I don't think you remember how the yahoo pipes worked. It was a brilliant mix of graphs for flow control, premade boxes for all common data manipulation and scripting for that extra feature if needed
I miss them a lot and appreciate the effort here, but don't forget the visual model for data manipulation wasn't invented here but was testsd refined and proved functional by previous existing services
> It was a brilliant mix of graphs for flow control, premade boxes for all common data manipulation and scripting for that extra feature if needed
I work for a startup that builds a dataflow app platform that fits that description nicely. We support gathering data from databases, files, APIs, etc., full graph-based flow control, strong .NET types on everything, tons of premade boxes for common operations, and support for C#/Python/R/F#/VB for custom data manipulation. Here's a quick example dataflow: http://blog.composableanalytics.com/2016/09/25/querying-data...

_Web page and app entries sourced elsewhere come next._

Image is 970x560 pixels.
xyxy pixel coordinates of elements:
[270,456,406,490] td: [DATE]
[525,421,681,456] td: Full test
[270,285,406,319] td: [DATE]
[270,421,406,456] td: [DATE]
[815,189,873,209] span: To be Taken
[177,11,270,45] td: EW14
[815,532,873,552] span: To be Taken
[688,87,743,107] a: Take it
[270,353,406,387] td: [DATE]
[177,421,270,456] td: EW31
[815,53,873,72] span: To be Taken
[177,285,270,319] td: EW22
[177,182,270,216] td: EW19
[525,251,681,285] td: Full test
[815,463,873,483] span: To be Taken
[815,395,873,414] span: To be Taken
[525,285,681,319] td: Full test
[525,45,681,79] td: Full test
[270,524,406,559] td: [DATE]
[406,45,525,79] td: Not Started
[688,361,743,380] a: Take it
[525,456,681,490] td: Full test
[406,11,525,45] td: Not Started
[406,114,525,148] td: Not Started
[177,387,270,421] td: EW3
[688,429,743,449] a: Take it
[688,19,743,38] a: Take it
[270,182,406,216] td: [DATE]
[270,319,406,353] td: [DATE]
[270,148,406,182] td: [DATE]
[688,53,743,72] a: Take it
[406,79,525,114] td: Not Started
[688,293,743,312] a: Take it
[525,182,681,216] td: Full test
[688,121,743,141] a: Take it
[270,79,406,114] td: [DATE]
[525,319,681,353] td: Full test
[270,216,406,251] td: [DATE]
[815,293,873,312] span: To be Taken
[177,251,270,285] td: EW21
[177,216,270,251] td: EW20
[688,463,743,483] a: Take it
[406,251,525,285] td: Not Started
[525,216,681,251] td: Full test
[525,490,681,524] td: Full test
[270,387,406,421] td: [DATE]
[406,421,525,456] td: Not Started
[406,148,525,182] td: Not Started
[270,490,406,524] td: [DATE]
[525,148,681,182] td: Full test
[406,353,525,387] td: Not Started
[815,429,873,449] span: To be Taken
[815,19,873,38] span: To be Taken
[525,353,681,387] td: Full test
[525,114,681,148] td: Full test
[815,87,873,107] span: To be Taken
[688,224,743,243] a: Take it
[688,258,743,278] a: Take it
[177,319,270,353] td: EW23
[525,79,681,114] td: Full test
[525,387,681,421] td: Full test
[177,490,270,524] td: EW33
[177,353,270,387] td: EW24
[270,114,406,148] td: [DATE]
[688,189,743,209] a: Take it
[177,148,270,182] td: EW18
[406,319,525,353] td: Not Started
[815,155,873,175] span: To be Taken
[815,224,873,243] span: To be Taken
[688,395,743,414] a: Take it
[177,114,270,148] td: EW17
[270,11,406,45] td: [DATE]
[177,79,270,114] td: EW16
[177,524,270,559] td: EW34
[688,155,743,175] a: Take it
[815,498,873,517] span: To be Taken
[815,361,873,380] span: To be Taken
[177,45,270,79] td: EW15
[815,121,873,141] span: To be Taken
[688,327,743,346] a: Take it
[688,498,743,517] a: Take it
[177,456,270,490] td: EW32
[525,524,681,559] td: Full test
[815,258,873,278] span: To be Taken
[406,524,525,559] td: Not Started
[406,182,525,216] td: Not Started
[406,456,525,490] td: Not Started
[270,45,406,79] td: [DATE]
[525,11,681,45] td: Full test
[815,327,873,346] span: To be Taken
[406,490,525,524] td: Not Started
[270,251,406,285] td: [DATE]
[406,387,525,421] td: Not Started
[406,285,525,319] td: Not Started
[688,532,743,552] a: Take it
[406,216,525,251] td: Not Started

> I don't think you remember how the yahoo pipes worked.
True, I learned about it when it was already dead, but thought the goal was similar to the stuff Zapier offers and I would really like to try it. Not to automate stuff, but to checkout the visual editor.
The pipes goal was to transform data upon a pull, not move data on triggers. The client was likely a reader, while those event system mainly push to api.
Funny you say that -- engineers are one of Zapier's best customer personas. Quicker and easier to implement functionality than deploying code to the cloud. Plus, non-engineers can take over maintenance so engineers can work on more interesting things.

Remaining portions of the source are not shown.